NWS uses canonical English event names like "Tornado Warning", "Severe Thunderstorm Warning", "Flood Watch", "Heat Advisory", "Winter Storm Warning", "Fire Weather Watch", "Special Marine Warning", "Tsunami Warning", and dozens more. The full list is on the NWS Common Alerting Protocol page; pass the exact string as the event filter.
How fresh is the data?
Active-alert state at api.weather.gov reflects the currently-in-effect set in real time. TensorFeed adds a 60-second KV cache to absorb traffic spikes during severe weather events without hammering NWS. Expired alerts fall off the upstream feed automatically.
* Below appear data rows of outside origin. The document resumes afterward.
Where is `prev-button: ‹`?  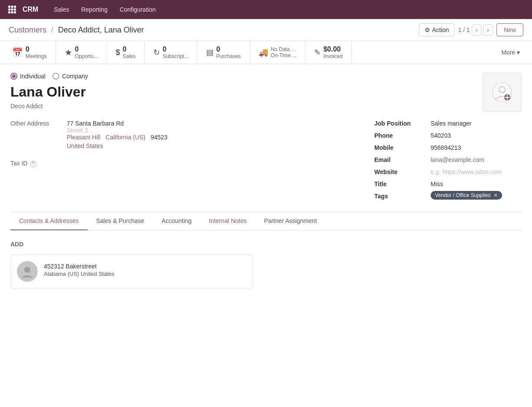 prev-button: ‹ is located at coordinates (477, 30). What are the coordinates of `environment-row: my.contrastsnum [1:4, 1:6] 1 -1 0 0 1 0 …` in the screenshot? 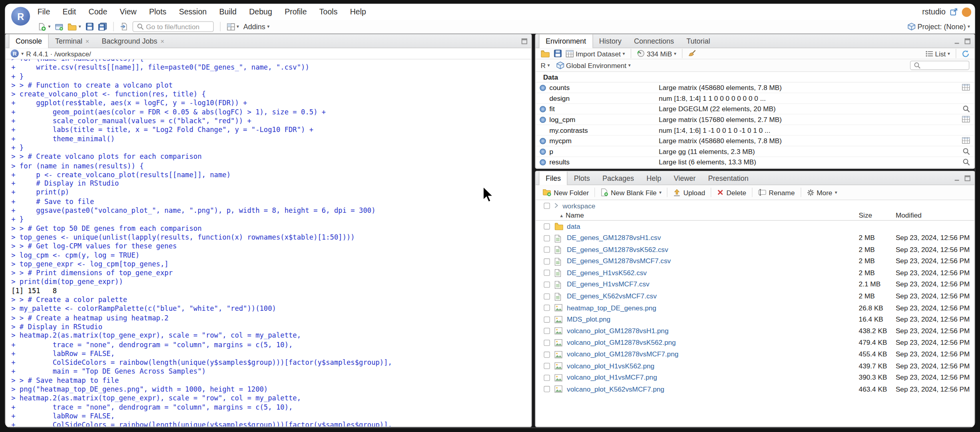 It's located at (755, 130).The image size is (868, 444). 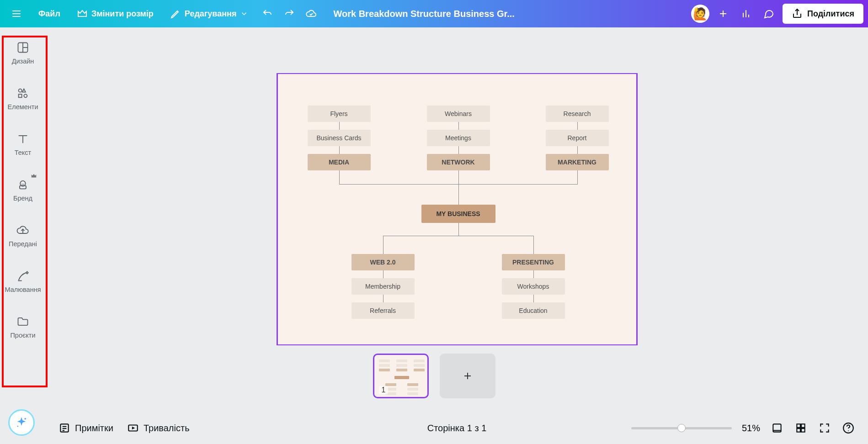 What do you see at coordinates (769, 14) in the screenshot?
I see `comment-icon` at bounding box center [769, 14].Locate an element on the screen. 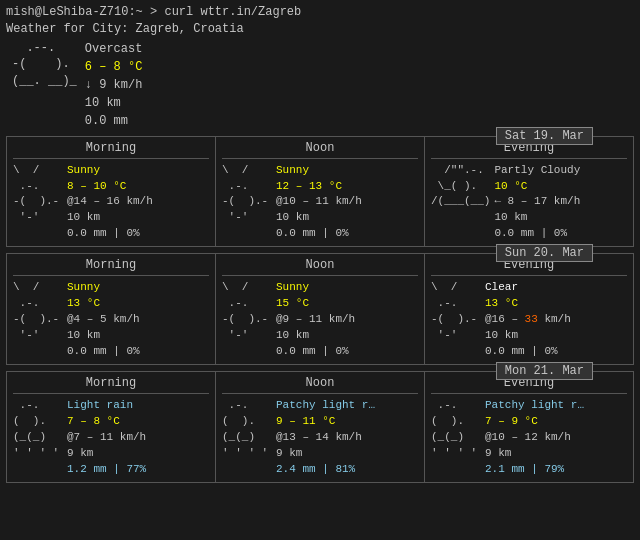 This screenshot has width=640, height=540. subtitle-text: Weather for City: Zagreb, Croatia is located at coordinates (320, 30).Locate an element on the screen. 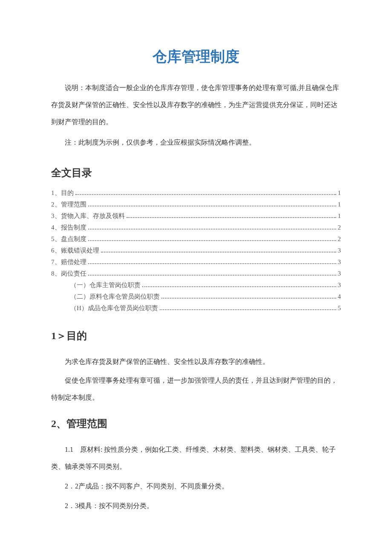  toc-item-sub: （二）原料仓库仓管员岗位职责4 is located at coordinates (196, 297).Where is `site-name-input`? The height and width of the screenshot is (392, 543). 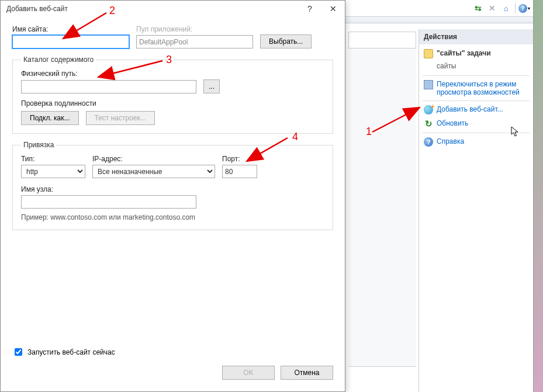 site-name-input is located at coordinates (71, 42).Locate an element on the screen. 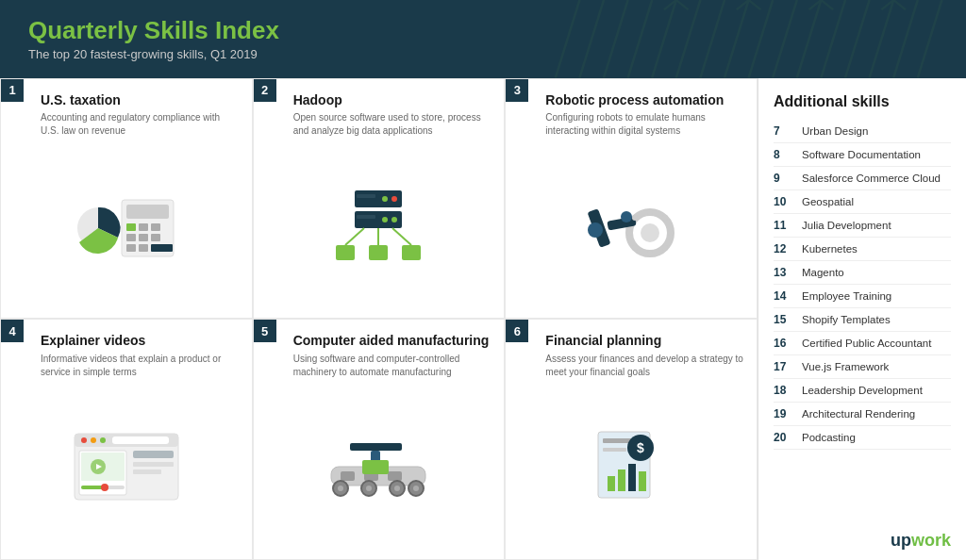 The image size is (966, 560). skill-title-2: Hadoop is located at coordinates (392, 100).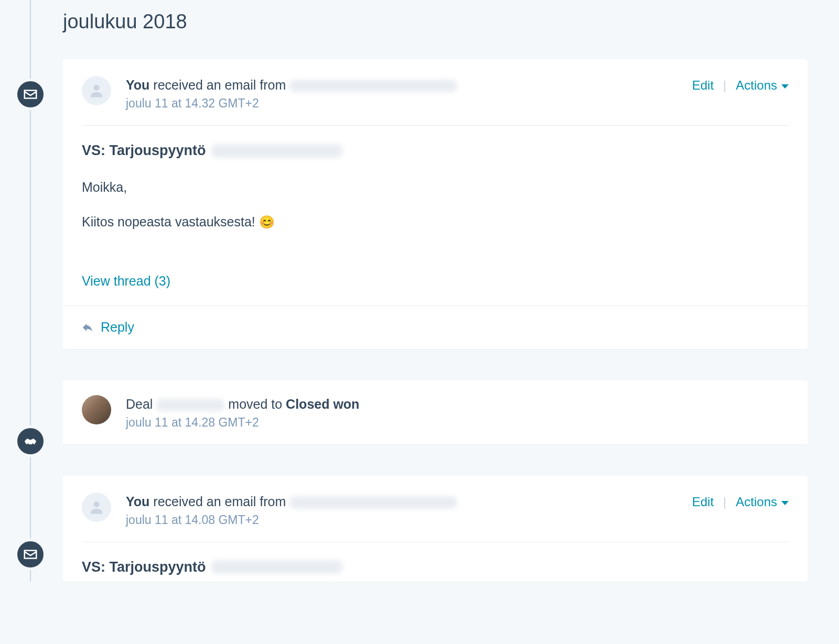 Image resolution: width=839 pixels, height=644 pixels. Describe the element at coordinates (457, 422) in the screenshot. I see `timestamp: joulu 11 at 14.28 GMT+2` at that location.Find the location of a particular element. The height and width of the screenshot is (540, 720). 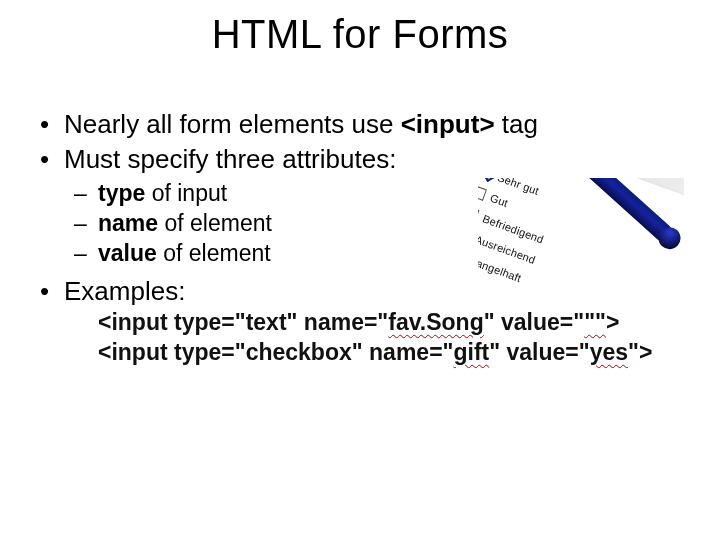

code-text: "> is located at coordinates (640, 352).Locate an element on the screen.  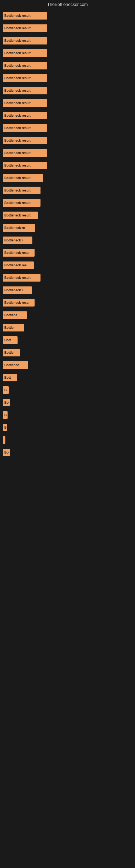
result-bar: Bottleneck re is located at coordinates (19, 228).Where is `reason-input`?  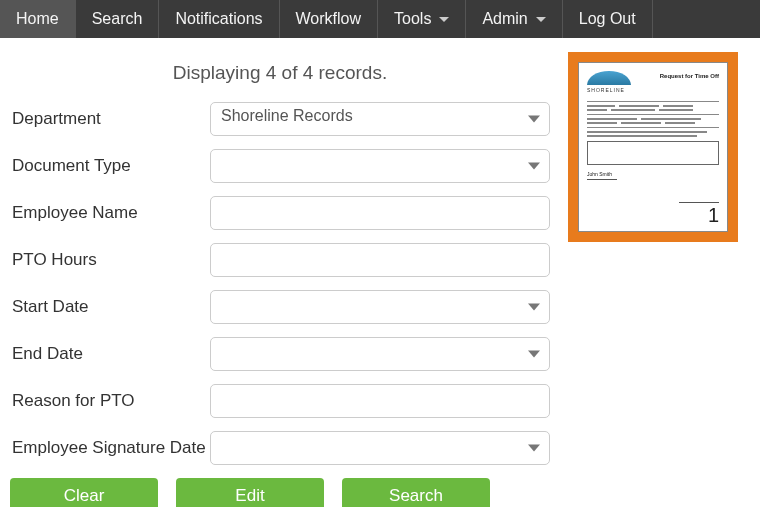 reason-input is located at coordinates (380, 401).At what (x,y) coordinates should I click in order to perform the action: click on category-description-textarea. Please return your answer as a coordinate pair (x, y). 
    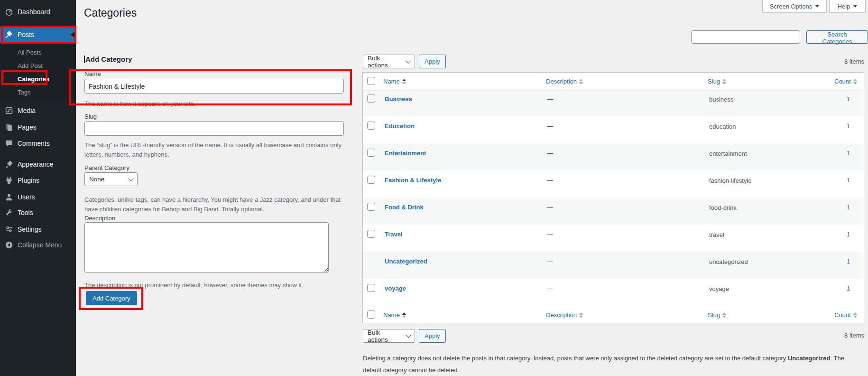
    Looking at the image, I should click on (207, 247).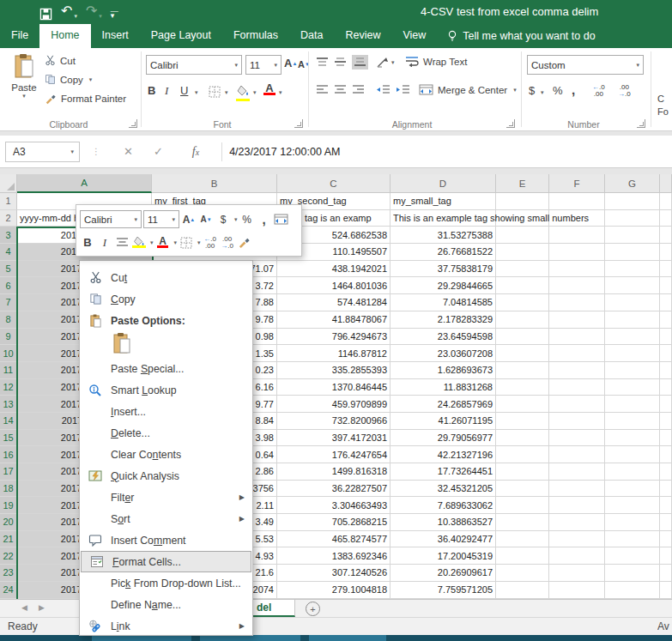  What do you see at coordinates (312, 36) in the screenshot?
I see `tab-data: Data` at bounding box center [312, 36].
What is the severity scale?
Per the Common Alerting Protocol (CAP) standard NWS uses: Extreme = extraordinary threat to life/property; Severe = significant threat; Moderate = possible threat; Minor = minimal threat; Unknown = severity unknown. For routing decisions, treat Extreme + Severe as actionable.
Coverage?
US states, US territories (PR, GU, VI, AS, MP), and US marine zones. NWS is US-only; for international weather, use a different provider.
License?
NWS data is US Government work in the public domain (17 USC §105). Commercial redistribution is permitted; the standard attribution block ships on every TensorFeed response.